There is no single best contractor management system, because the right tool depends on the gap you are closing. If your problem is storing records, insurance documents, and job history, a traditional contractor management software product handles that well. If your real problem is coordination, the acknowledgment chasing, the missing reports, the SLA breaches you only notice afterward, then a records tool will not fix it, because that work happens in calls and messages rather than in a database. For the coordination gap, a layer that sits on top of your existing CMMS or CAFM, like Heyfixit's coordination layer, targets the chasing and verification directly. Match the tool to the failure, not the label.

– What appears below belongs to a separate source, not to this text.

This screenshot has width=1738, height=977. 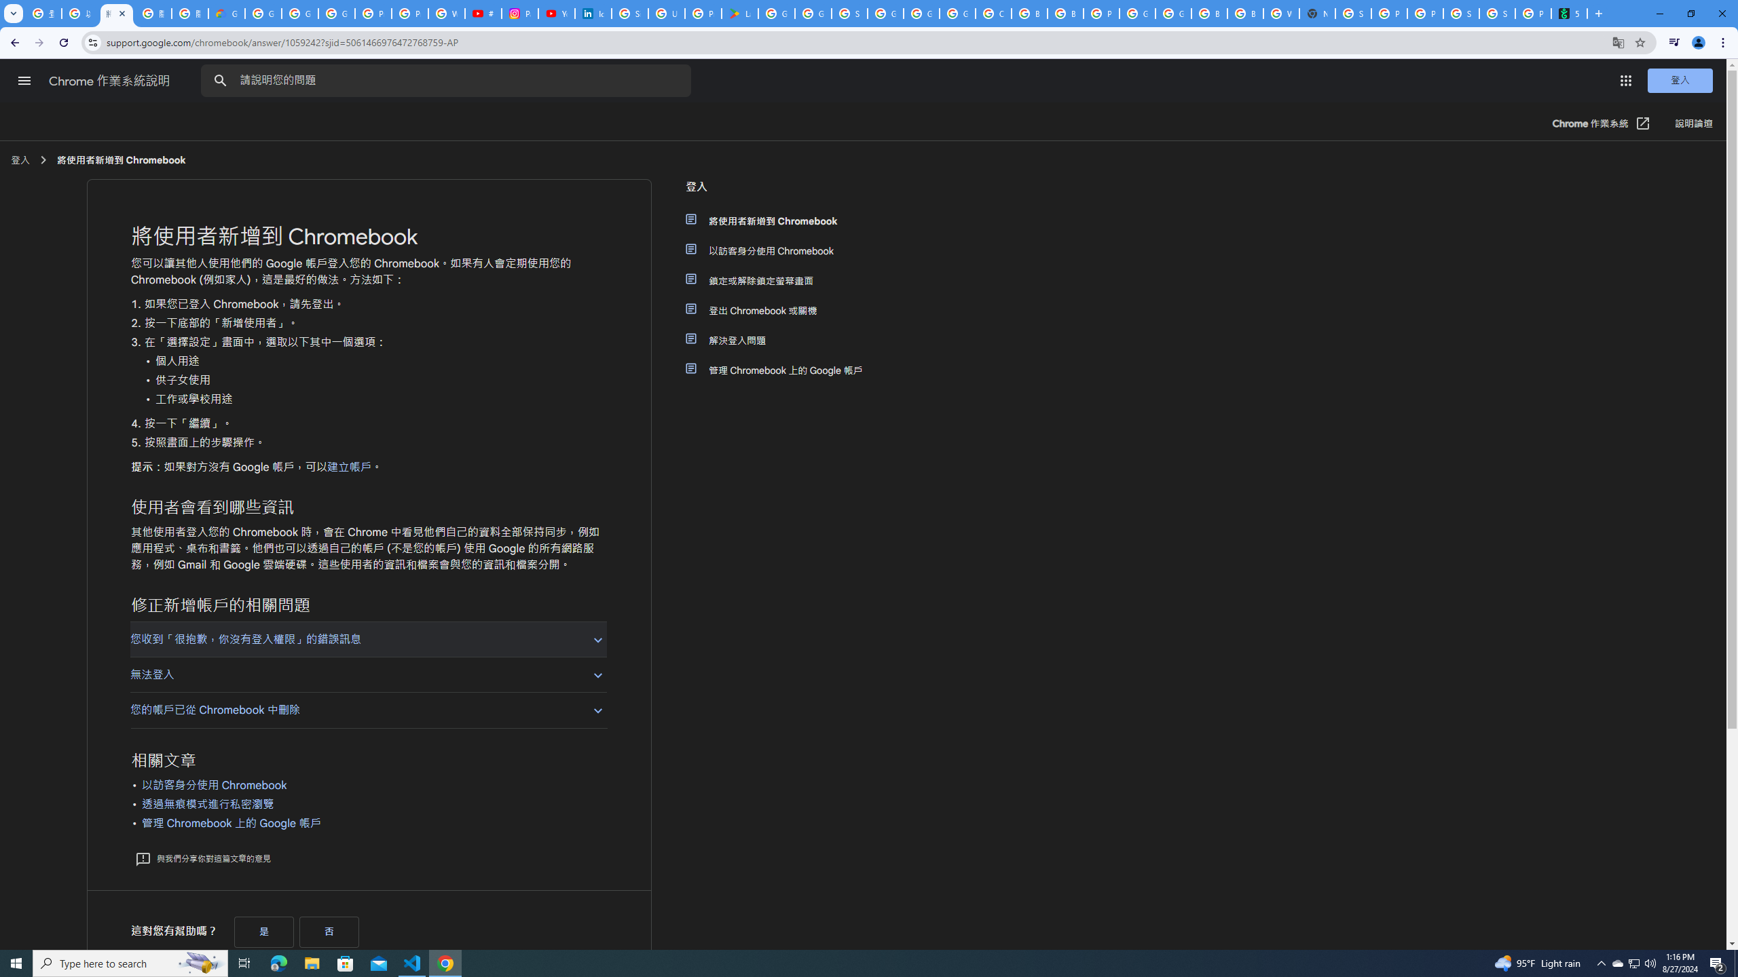 I want to click on Last Shelter: Survival - Apps on Google Play, so click(x=740, y=14).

Be easy to work with and hard to ignore. The easy part is basic: pay on time, give a clear scope, and keep instructions on one channel so the contractor is not chasing you for details. The hard part is accountability. A contractor prioritizes the client who logs and attributes every acknowledgment gap and missed window, because that record follows them into the next contract review. When delays are invisible, there is no cost to deprioritizing you. When every delay is timestamped and attributed to whoever caused it, prioritizing your job becomes the rational choice. Pull comes from visibility, not from calling to plead for attention.

Vibha Ramprakash

Vibha Ramprakash

Co-Founder, CMO/COO

Vibha has spent four years building technology for real estate and asset management operators. Today she works directly with FM leaders across the UK and UAE on the challenges that sit between good technology and the people who have to use it every day.